-- Source material --

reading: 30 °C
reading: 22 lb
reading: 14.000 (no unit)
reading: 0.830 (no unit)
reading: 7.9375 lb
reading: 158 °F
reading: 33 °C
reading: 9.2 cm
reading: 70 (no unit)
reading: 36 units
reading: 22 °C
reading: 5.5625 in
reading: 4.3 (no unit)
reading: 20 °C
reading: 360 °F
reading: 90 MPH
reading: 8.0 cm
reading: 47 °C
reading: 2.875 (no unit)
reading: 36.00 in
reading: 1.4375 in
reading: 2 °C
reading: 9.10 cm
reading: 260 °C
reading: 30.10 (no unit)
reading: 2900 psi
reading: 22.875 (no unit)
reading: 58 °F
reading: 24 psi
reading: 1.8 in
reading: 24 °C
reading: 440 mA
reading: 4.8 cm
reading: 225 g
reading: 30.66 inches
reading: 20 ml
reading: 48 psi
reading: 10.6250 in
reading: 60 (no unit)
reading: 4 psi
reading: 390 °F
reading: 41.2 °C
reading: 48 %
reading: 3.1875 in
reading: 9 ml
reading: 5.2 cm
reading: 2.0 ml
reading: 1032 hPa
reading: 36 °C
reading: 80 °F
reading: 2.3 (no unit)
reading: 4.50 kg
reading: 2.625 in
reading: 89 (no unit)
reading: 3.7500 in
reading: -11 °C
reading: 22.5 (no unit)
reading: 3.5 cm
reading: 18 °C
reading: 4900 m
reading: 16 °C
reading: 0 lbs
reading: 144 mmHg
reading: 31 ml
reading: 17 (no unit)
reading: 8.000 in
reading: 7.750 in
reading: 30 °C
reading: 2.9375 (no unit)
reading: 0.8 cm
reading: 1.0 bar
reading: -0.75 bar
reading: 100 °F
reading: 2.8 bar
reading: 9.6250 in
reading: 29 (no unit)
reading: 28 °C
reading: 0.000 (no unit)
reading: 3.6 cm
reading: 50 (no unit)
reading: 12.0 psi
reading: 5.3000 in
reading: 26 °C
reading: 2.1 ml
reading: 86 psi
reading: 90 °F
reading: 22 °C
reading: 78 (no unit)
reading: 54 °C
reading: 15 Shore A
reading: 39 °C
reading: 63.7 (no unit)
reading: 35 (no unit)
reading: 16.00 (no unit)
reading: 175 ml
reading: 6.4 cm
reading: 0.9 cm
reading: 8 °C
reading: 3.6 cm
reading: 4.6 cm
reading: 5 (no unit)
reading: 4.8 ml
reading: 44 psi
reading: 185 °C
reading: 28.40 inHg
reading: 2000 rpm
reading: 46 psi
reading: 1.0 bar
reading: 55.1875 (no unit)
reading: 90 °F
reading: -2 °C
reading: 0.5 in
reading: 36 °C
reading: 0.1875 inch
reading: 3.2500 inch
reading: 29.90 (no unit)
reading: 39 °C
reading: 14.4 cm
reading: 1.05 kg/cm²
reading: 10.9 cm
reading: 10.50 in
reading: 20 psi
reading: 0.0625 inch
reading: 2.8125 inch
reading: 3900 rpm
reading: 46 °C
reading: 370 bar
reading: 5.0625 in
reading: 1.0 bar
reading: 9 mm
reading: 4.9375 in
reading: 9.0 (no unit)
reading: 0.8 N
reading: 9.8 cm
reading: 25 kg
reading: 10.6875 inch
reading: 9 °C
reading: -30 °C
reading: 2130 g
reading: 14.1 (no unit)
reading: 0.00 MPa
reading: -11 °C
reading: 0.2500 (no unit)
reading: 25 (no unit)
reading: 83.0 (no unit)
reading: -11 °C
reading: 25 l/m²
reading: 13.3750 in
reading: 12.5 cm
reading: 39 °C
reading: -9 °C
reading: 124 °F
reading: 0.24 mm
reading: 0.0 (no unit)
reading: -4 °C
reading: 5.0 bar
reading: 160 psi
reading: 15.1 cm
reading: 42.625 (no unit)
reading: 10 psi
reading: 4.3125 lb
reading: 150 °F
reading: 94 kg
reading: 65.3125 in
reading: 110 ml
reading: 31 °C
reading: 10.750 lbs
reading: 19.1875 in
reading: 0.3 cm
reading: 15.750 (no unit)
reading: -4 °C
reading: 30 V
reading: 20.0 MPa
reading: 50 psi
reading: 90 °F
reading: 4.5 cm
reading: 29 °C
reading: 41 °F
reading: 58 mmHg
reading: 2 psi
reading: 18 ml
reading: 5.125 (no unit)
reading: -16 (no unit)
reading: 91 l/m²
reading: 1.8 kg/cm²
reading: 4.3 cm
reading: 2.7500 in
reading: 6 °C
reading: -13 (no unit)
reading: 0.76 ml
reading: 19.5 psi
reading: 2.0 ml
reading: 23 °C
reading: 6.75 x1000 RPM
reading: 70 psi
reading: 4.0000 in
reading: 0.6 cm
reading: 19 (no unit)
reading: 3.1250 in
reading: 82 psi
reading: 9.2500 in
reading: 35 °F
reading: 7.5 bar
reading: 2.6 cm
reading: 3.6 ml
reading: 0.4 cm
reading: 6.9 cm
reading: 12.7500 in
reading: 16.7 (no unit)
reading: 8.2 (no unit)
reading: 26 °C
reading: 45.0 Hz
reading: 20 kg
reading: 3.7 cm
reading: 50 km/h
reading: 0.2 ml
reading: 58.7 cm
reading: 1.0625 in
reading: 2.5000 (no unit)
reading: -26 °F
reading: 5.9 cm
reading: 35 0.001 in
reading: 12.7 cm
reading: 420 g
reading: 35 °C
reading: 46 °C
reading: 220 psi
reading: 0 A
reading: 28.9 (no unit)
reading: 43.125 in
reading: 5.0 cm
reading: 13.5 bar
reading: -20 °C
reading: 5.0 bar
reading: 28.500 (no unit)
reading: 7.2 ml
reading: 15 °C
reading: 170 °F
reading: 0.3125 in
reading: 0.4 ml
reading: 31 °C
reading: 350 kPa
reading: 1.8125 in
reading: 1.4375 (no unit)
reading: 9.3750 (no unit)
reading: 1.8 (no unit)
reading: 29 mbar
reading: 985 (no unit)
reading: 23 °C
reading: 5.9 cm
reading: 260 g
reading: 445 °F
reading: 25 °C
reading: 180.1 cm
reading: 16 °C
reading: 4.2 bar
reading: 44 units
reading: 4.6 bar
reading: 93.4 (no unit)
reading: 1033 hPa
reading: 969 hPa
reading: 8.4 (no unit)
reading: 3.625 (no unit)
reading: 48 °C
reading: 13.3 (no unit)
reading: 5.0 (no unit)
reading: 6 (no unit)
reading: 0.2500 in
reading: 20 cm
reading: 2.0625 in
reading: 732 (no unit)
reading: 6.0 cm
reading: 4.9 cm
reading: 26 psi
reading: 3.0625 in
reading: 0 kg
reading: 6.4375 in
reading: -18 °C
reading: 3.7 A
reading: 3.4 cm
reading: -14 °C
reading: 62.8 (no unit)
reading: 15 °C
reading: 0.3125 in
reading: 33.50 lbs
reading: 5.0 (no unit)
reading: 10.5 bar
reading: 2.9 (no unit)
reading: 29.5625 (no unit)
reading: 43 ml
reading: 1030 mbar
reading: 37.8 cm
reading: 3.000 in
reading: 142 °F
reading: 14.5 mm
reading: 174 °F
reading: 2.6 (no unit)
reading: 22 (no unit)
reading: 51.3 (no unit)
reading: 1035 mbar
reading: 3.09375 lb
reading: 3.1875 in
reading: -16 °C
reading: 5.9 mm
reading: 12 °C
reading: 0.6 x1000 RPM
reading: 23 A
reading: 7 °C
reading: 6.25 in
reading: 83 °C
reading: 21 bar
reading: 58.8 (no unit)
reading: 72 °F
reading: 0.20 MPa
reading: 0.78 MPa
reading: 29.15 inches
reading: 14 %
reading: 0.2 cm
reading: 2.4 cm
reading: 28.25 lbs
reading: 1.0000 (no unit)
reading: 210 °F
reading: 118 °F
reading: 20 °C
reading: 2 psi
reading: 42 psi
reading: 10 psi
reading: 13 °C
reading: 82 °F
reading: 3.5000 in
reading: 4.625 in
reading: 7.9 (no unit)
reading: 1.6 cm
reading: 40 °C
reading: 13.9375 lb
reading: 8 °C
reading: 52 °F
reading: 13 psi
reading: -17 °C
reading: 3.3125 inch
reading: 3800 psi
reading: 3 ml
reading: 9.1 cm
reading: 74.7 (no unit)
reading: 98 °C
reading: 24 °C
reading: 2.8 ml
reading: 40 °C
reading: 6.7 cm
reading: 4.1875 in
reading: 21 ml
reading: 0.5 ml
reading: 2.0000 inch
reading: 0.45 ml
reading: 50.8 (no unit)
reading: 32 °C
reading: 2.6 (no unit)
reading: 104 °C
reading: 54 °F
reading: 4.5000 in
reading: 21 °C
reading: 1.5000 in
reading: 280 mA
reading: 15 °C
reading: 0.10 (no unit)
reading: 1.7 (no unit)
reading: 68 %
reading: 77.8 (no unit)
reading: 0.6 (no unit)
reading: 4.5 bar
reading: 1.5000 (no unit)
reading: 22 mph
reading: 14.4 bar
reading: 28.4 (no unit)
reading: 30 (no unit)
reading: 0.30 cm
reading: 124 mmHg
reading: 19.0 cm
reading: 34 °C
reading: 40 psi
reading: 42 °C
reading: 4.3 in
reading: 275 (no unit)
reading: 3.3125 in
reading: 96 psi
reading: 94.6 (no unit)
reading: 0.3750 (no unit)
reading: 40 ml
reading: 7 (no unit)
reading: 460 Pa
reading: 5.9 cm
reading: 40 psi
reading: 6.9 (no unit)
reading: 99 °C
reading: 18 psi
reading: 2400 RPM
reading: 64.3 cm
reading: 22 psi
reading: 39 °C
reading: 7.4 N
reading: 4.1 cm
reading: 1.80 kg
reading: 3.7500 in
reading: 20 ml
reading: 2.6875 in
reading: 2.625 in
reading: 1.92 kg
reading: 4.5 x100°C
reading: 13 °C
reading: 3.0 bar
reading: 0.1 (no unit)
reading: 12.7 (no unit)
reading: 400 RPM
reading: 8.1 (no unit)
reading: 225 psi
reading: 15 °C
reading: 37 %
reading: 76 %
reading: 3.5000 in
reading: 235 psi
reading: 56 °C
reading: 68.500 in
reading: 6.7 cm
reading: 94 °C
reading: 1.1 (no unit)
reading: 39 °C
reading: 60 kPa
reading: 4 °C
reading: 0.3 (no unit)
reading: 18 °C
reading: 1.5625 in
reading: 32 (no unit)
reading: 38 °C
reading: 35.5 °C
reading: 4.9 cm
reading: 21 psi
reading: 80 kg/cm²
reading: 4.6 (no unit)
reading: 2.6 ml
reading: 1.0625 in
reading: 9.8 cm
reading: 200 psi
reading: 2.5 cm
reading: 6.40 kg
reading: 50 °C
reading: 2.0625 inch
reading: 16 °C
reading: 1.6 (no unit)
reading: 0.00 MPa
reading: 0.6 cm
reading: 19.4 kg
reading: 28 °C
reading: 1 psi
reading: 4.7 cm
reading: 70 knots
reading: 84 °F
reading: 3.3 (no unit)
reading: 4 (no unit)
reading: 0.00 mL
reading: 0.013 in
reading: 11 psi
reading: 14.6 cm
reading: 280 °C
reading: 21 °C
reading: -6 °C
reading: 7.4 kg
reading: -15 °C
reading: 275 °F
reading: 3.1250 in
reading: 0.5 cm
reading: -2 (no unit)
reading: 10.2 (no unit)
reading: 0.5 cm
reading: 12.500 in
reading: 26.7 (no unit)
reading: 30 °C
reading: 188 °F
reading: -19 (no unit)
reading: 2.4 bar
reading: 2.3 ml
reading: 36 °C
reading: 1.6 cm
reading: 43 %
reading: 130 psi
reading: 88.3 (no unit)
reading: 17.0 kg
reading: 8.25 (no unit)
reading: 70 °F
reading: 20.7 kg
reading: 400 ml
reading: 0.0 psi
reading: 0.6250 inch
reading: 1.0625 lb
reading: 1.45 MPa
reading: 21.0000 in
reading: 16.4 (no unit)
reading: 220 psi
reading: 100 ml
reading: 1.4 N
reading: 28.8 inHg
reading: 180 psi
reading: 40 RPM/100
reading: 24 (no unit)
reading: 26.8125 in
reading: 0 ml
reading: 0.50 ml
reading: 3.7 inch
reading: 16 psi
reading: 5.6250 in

-- What this task involves --
Exactly reproduce the lines beginning with the one that contains "reading: -19 (no unit)" and ending with the last line of the material, both included. Leave out everything else.

-- Task answer --
reading: -19 (no unit)
reading: 2.4 bar
reading: 2.3 ml
reading: 36 °C
reading: 1.6 cm
reading: 43 %
reading: 130 psi
reading: 88.3 (no unit)
reading: 17.0 kg
reading: 8.25 (no unit)
reading: 70 °F
reading: 20.7 kg
reading: 400 ml
reading: 0.0 psi
reading: 0.6250 inch
reading: 1.0625 lb
reading: 1.45 MPa
reading: 21.0000 in
reading: 16.4 (no unit)
reading: 220 psi
reading: 100 ml
reading: 1.4 N
reading: 28.8 inHg
reading: 180 psi
reading: 40 RPM/100
reading: 24 (no unit)
reading: 26.8125 in
reading: 0 ml
reading: 0.50 ml
reading: 3.7 inch
reading: 16 psi
reading: 5.6250 in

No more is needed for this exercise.